The philanthropist and business developer is auctioning off his collection of typewriters used by some of America’s greatest — and most notorious — writers.
Typewriters in the collection include those used by Ernest Hemingway, Truman Capote and the Unabomber Ted Kaczynski. A typewriter once belonging to Tom Hanks — another prominent collector of the anachronistic technology — is also included in the auction lot.
Heritage Auctions has been hired to list the items and coordinate the auction.
A portion of the auction’s proceeds will go toward the Jim Murray Memorial Foundation, a favorite nonprofit of Soboroff’s, which funds scholarships for undergraduate journalism students.
Murray, the Pulitzer-prize winning sportswriter for the Los Angeles Times, sparked Soboroff’s love for typewriters. Soboroff was an avid reader of Murray’s work, and when the writer’s typewriter went up for sale, the business magnate bought it on a whim, having to outbid both the Los Angeles Dodgers and the Times itself.
“The moment I put my hands on Murray’s typewriter, I was hooked,” Soboroff said. He likened the scribe’s equipment to an artist’s paintbrush or a musician’s instrument.
In the years since, that collection has expanded and was once referred to as “The World’s Greatest Typewriter Collection.” Soboroff went on to purchase typewriters once used by the nation’s greatest authors, playwrights, journalists and celebrities.
One typewriter belonged to the late Playboy founder Hugh Hefner. The Hemingway piece was the same one used by the author to write letters from his estate in Cuba. Jack London’s is unlike any other in the collection, with separate keys for lower and upper case letters no no exclamation point. And there’s even an 1887 Crandall machine that Soboroff says is “the finest condition of any Crandall in the world.”
Last year, Soboroff donated six machines to the Smithsonian’s National Museum of American History, including typewriters once used by John Lennon, Maya Angelou and Orson Welles.
Now the remaining 33 of his treasured artifacts are headed to auction beginning on Friday, including that same Jim Murray piece that ignited Soboroff’s obsession nearly 20 years ago.
All but the Crandall typewriter once belonged to people who were featured on the front page of Time magazine, auction officials said. That was one of the requirements of his collection.

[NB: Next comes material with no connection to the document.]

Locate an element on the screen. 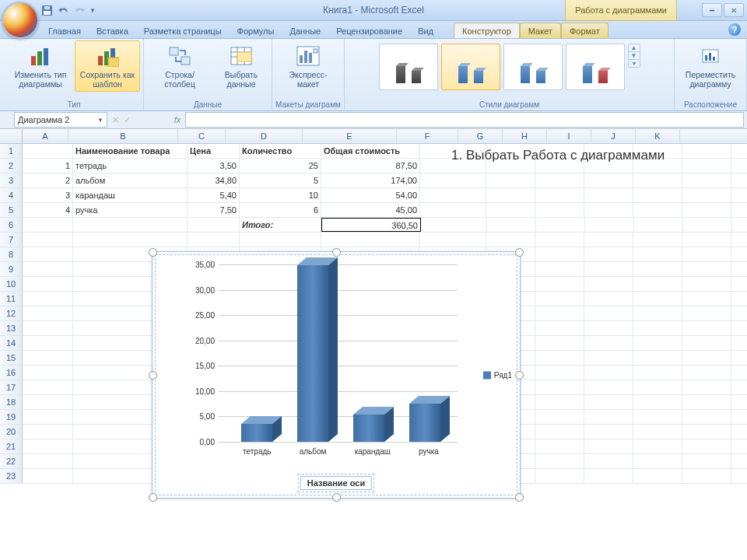 Image resolution: width=747 pixels, height=560 pixels. chart-legend: Ряд1 is located at coordinates (498, 375).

Soboroff retired as president of the LAPD Board of Commissioners in August after a decade on the job. He’s also widely credited with helping spearhead the development of the Staples Center — now Crypto.com Arena — in downtown Los Angeles. But he says this collection of typewriters, which Heritage Auctions calls “unparalleled,” feels like an extension of himself.
“They’ve become part of my identity, something no one else in the world did, and I was lucky enough to be recognized for it,” Soboroff said.
But he admitted that having these pieces of American history sitting in his study didn’t feel quite right.
“That led me to this point, and I hope the people lucky enough to get them will celebrate them more than I can. I believe these typewriters belong to the world,” he said.